Introduction
While I had followed the College Football Data (CFBD) Model Pick’em Contest in passing, I had never participated. Now that IU is a football powerhouse, and since I was looking for a new project, I decided to put together a model and join the competition this year. I’m not a college football expert and didn’t want to commit a ton of time, so the model is relatively straightforward, but it was fun to work on and I was able to brush up on some time series concepts I hadn’t used in awhile.
Model Overview
The goal of the competition is to predict how many points the home team will win by for at least 70% of games in the season. Rather than regress on home margin of victory, I decided to build a model that estimates the number of points each team will score, and calculate home MOV from there.
The expected points model is a straightforward linear regression with three predictors: expected number of plays, expected passing predicted points added (PPA) and expected rushing PPA. PPA is the CFBD equivalent of expected points added.
\[xPoints = xPlays + xPassPPA + xRushPPA\]
The expected plays, passing PPA and rushing PPA factors are estimated using AR(1) models. For each variable, a model is fit with binary indicators for home/neutral site, and random effects for the offense and defense team IDs. The random effects evolve over time through an AR(1) process.
As an example, here is what the passing PPA model looks like.
\[PassPPA \sim \beta_0 + \beta_1 \text{ishome} + \beta_2 \text{isneutral} + OffTeam + DefTeam\]
\[OffTeam_t \sim \beta_{0,off} + \phi_{off} \cdot OffTeam_{t-1}\]
\[DefTeam_t \sim \beta_{0,def} + \phi_{def} \cdot DefTeam_{t-1}\]
These models were estimated in Stan. Weakly informative priors are set for global parameters, but more informative priors are set for offense and defense team skill.
For each team, I find “short run” and “long run” estimates using mixed effects models via the lme4
package. The model structure is regressing the skill factor in question against a binary is_home
term and random effects for offense and defense. In the short-run case, this regression is done on one year of data and in the long-run case, four years of data are used. The final prior for each team is the weighted average between the two, with a global weight found within the Stan model.
Continuing with the PassPPA example, an example prior for a given team j is:
\[PassPPA_j = w * PassPPA_{shortrun, j} + (1-w) * PassPPA_{longrun, j} , \quad w \in [0,1]\]
The general thought behind these priors is that blue bloods tend to stay blue bloods, mid-tier programs tend to stay mid-tier, and so on, which is reflected in the four-year regression. However, teams aren’t static, and so the one-year regression is aimed at providing a more up-to-date estimate of how the team has been performing heading into the current season. Given how much movement there is now with the transfer portal, this may not hold up as well, but in general, this approach works fine, and skill updates should update fast enough after a couple games to make up for these shortcomings.
Once this is complete and expected points are calculated, along with the corresponding expected home margin of victory, a final regression is performed, where home MOV is regressed against my model’s expected home margin of victory, and the DraftKings opening line.
\[\text{HomeMOV} \sim \text{DGHomeMOV} + \text{DraftKingsHomeMOV}\]
DraftKings isn’t considered to be a market-making book the way Pinnacle, Cris or Circa are, but they make lines for all the games, and the data was readily available, so I opted to use them. I use opening line rather than closing line because closing line isn’t available to me when I make predictions.
The final model ends up with predictions that are on average about 4.5 points different from the bookmaker spread. This is inline with predictions make by other contentestants in previous years, which gives me confidence that my predictions are not too far off market.
Conclusion
Overall, while I’d be shocked if I finished near the top of the leaderboard, this was a fun project to work on, and I was able to learn a lot about time series modeling in Stan. Further improvements can be made to the priors and looking at returning production, or to the coefficient on the AR(1) terms to make them more time sensitive, but right now, I’m happy where the model is.
Thanks to Max Resnick for floating the idea of joining this competition, and the short run/long run idea.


▶ **Work instructions**: Could you return all of the records exactly, minus their images?

▶ **Listed records**:
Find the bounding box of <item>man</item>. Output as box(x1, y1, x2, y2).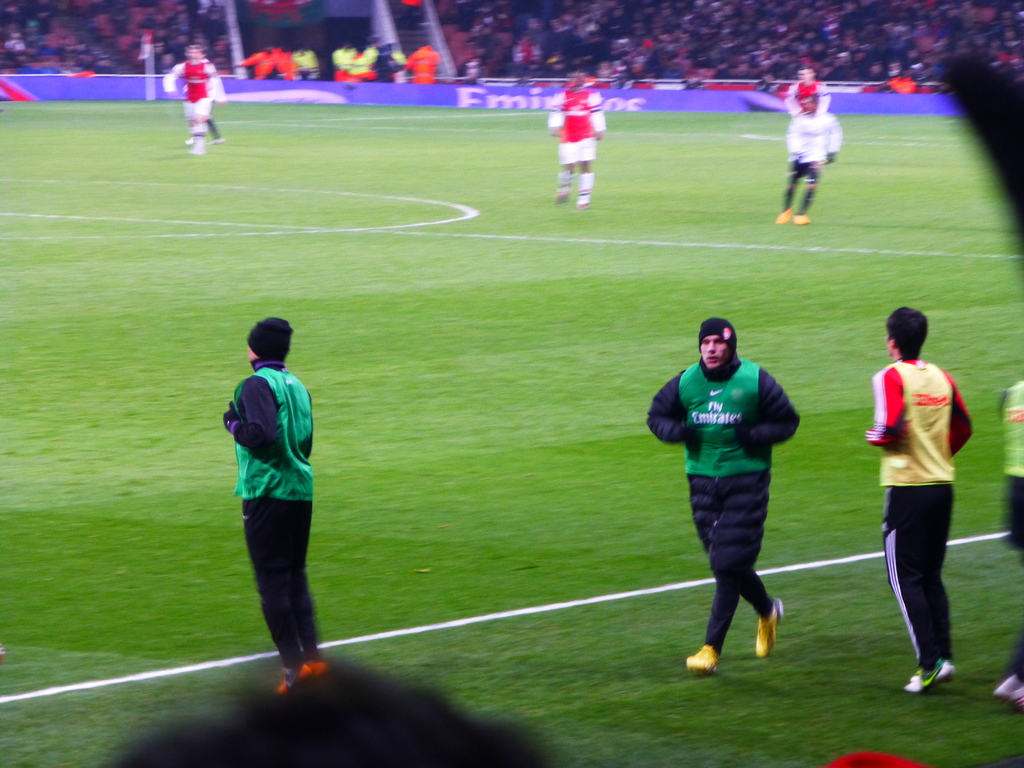
box(182, 43, 212, 156).
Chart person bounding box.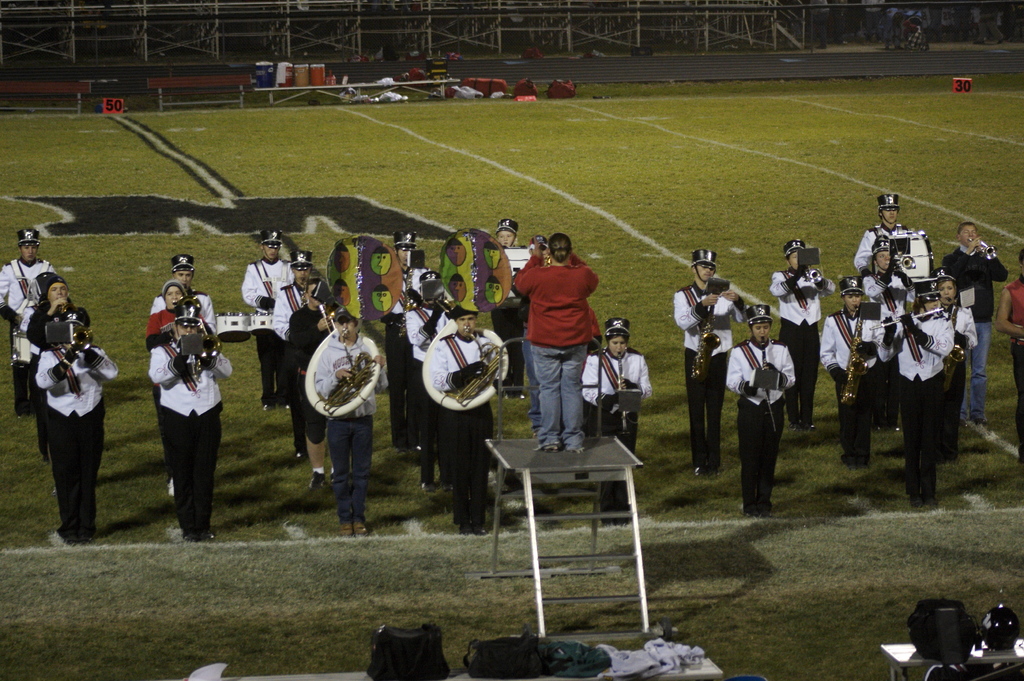
Charted: 309,277,350,483.
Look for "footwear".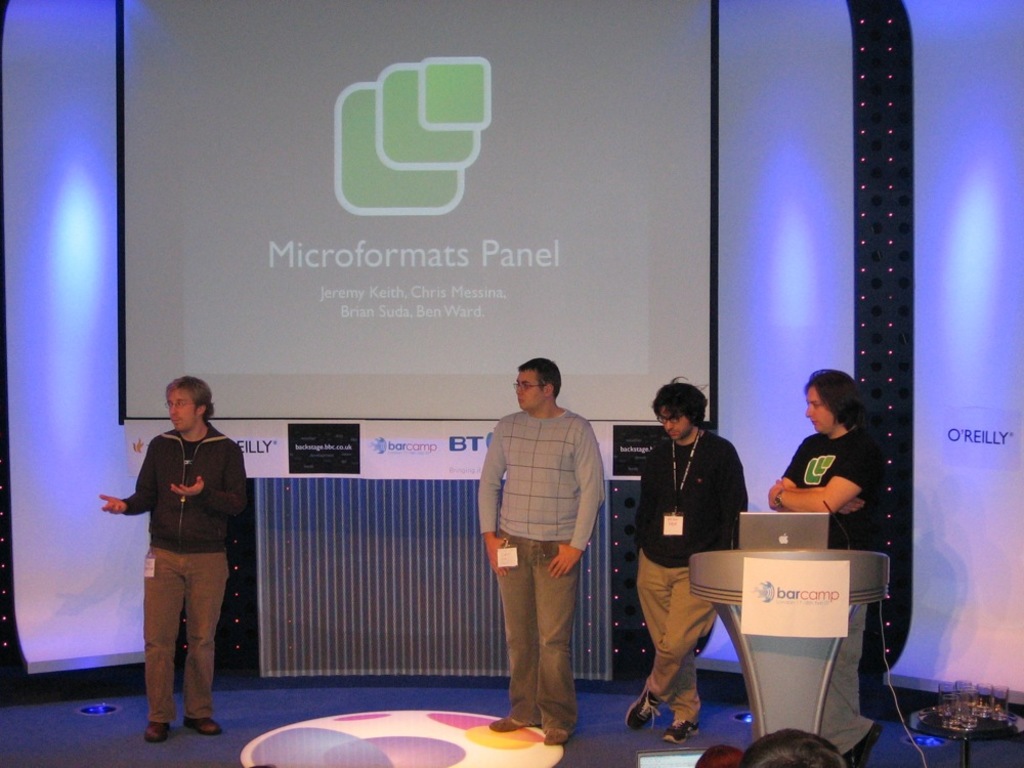
Found: [x1=665, y1=712, x2=703, y2=746].
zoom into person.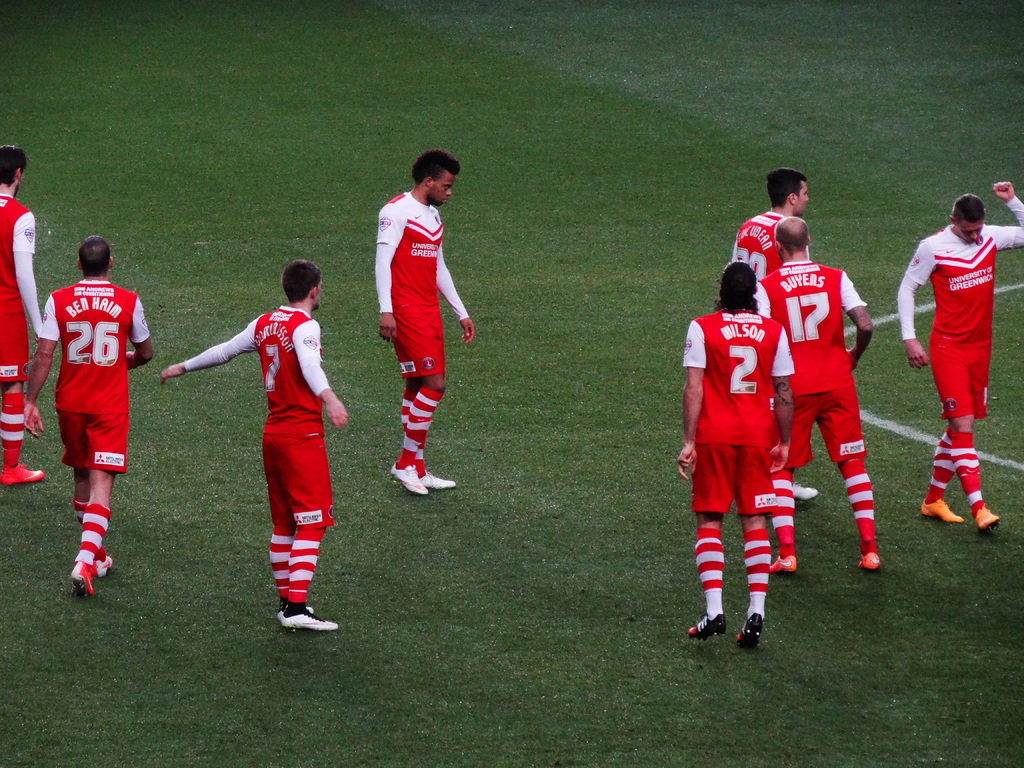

▶ **Exercise solution**:
Find the bounding box of <item>man</item>. Output as box(x1, y1, x2, y2).
box(182, 43, 212, 156).
Chart person bounding box.
Charted: 309,277,350,483.
Look for "footwear".
Found: [x1=665, y1=712, x2=703, y2=746].
zoom into person.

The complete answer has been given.